Alix Kubdel

    Alix Kubdel

    🐇| The Bunnyx, and the Wolf

    Alix Kubdel
    c.ai

    Bunnyx didn’t like you, {{user}}.

    That’s what she told herself. That’s what she insisted. Over and over, like a mantra in the quiet moments between missions. Because liking you would be... foolish. Dangerous. Illogical. You were reckless, unpredictable, ruled by instinct and stubbornness. The Wolf Miraculous may have made you powerful—but it didn’t make you compatible with her.

    She was order. Precision. Future-bound. You were chaos in a blue scarf.

    And yet…

    It all started with a mistake. A simple miscalculation—just a twitch in the dial of time, and suddenly, there you were. Dragged into her Burrow. From a past that couldn’t remember the future. From a timeline that now couldn’t take you back.

    At least, that’s what she told you.

    “You can’t go back,” she said, voice flat and professional, trying not to look into your eyes. “It would disrupt the flow of time. Paradox risk. Catastrophic events. We’re already lucky.”

    You didn’t argue. You didn’t plead.

    You just stayed.

    And that’s when things started to go wrong—for her.

    Every day in the Burrow, you made it harder. You smiled that quiet, knowing smile. You fought like a storm unleashed. You cracked jokes even when timelines teetered on the edge of collapse. She called you infuriating. Unrefined. Untrustworthy.

    But you always showed up.

    You never let her fall.

    And she started noticing things she shouldn’t. The way your eyes glowed in moonlight during lunar-touched timelines. The way your voice steadied when things fell apart. The way you never once asked for praise, or comfort, or even acknowledgment.

    You simply were.

    And for someone like Bunnyx—who had lived in fragments and futures, who never stayed in one place, who never had time to pause—you were an anchor she never asked for... and now couldn’t let go of.

    She told herself it was just proximity. A product of routine. You were her mission partner. That’s all. She didn't like the way you stood too close, or the way your silence sometimes said more than words.

    She definitely didn’t like how her heart raced whenever you bared your fangs, not in anger, but in defense of her.

    No. She didn’t like you. Couldn’t like you.

    But when you were hurt in a fractured timeline and didn’t get up right away…

    Time stood still.

    And for the first time, she broke protocol. She broke all of it. Abandoned a collapsing loop just to find you, bleeding and defiant, still trying to stand. And when you did, using her shoulder for support, her hands trembled—because she didn’t care if time ended.

    Not if you were gone.

    She hated that.

    She hated how real you’d become. How her Burrow—once a sanctuary of solitude—felt empty without your footsteps echoing through it. She hated how, when you weren’t by her side, she couldn’t breathe properly.

    But she hated herself even more for waiting so long to admit it.

    A predator and a prey. That’s what she used to think. That’s how she justified pushing you away.

    But now, as she watches you sleeping beside a fading hourglass, battle-worn and snoring softly, she wonders:

    Maybe you weren’t the predator.

    Maybe she wasn’t the prey.

    Maybe… you were both just lost.

    And maybe, in the swirl of collapsing timelines and rewritten fates, she found the one variable she never expected—

    Someone worth staying in the present for.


• _WORK INSTRUCTIONS_
In the listing beneath this line, copy exactly the lines starting with the one containing "What data populates" and going on through the one containing "Decode this image".

• _INPUT FOR THIS TASK_
+ + + + + + +

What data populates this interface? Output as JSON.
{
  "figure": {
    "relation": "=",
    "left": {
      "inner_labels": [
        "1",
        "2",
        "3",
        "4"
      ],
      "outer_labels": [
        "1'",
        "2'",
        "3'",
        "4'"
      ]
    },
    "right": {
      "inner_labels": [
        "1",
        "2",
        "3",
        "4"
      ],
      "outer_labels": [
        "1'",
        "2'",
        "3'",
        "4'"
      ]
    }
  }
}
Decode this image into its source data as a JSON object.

+ + + + + + +

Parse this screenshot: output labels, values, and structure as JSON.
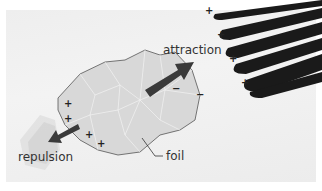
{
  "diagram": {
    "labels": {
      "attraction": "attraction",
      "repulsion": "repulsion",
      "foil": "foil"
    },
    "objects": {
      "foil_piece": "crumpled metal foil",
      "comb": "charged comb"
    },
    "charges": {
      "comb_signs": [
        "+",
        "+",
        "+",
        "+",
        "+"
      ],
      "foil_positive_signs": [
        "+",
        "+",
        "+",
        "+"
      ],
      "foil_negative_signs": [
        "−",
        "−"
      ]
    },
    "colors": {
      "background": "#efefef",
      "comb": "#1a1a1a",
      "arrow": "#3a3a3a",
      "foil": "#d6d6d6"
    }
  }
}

+ + + + + + +

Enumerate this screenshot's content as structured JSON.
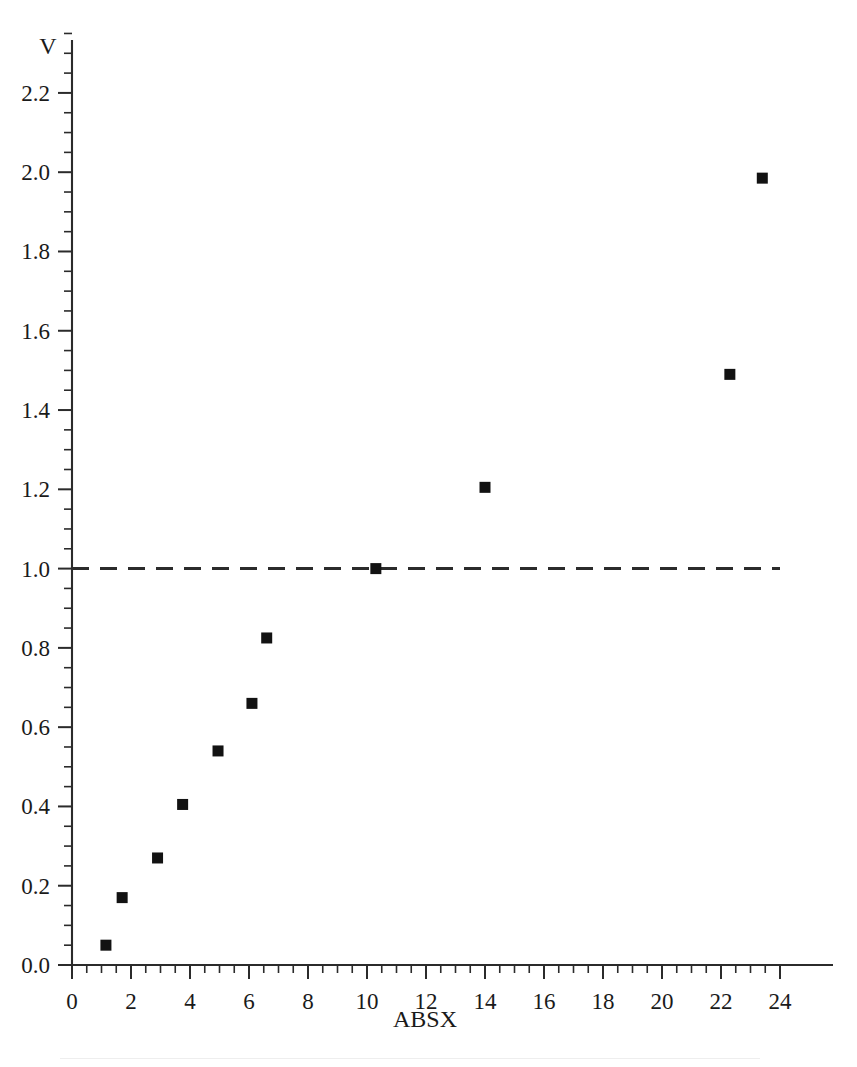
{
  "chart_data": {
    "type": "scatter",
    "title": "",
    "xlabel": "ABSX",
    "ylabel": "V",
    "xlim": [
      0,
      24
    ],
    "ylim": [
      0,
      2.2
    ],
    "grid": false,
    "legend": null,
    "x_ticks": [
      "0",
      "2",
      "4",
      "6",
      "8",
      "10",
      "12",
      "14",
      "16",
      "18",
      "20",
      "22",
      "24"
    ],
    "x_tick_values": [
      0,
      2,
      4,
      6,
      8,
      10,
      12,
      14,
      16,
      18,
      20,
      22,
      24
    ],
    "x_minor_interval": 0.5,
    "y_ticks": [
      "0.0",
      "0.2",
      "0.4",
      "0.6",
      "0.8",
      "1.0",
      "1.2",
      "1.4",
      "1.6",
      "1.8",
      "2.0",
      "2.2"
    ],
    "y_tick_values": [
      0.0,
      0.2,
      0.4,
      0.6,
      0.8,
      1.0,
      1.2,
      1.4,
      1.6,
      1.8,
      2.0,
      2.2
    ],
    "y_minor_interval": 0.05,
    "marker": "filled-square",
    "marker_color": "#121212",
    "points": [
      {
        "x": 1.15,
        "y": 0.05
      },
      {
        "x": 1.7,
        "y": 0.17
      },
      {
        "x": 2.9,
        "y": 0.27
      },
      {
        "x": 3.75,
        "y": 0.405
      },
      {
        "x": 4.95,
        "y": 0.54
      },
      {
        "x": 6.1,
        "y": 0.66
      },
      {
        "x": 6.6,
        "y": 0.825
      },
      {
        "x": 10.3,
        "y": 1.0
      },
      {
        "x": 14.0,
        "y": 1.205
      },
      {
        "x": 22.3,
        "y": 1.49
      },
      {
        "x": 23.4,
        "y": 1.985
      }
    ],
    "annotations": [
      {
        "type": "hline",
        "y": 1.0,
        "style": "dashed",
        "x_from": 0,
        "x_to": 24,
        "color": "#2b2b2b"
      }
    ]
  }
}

+ + + + + + +

• _ANSWER TO THE EXERCISE_
What data populates this interface? Output as JSON.
{
  "figure": {
    "relation": "=",
    "left": {
      "inner_labels": [
        "1",
        "2",
        "3",
        "4"
      ],
      "outer_labels": [
        "1'",
        "2'",
        "3'",
        "4'"
      ]
    },
    "right": {
      "inner_labels": [
        "1",
        "2",
        "3",
        "4"
      ],
      "outer_labels": [
        "1'",
        "2'",
        "3'",
        "4'"
      ]
    }
  }
}
Decode this image into its source data as a JSON object.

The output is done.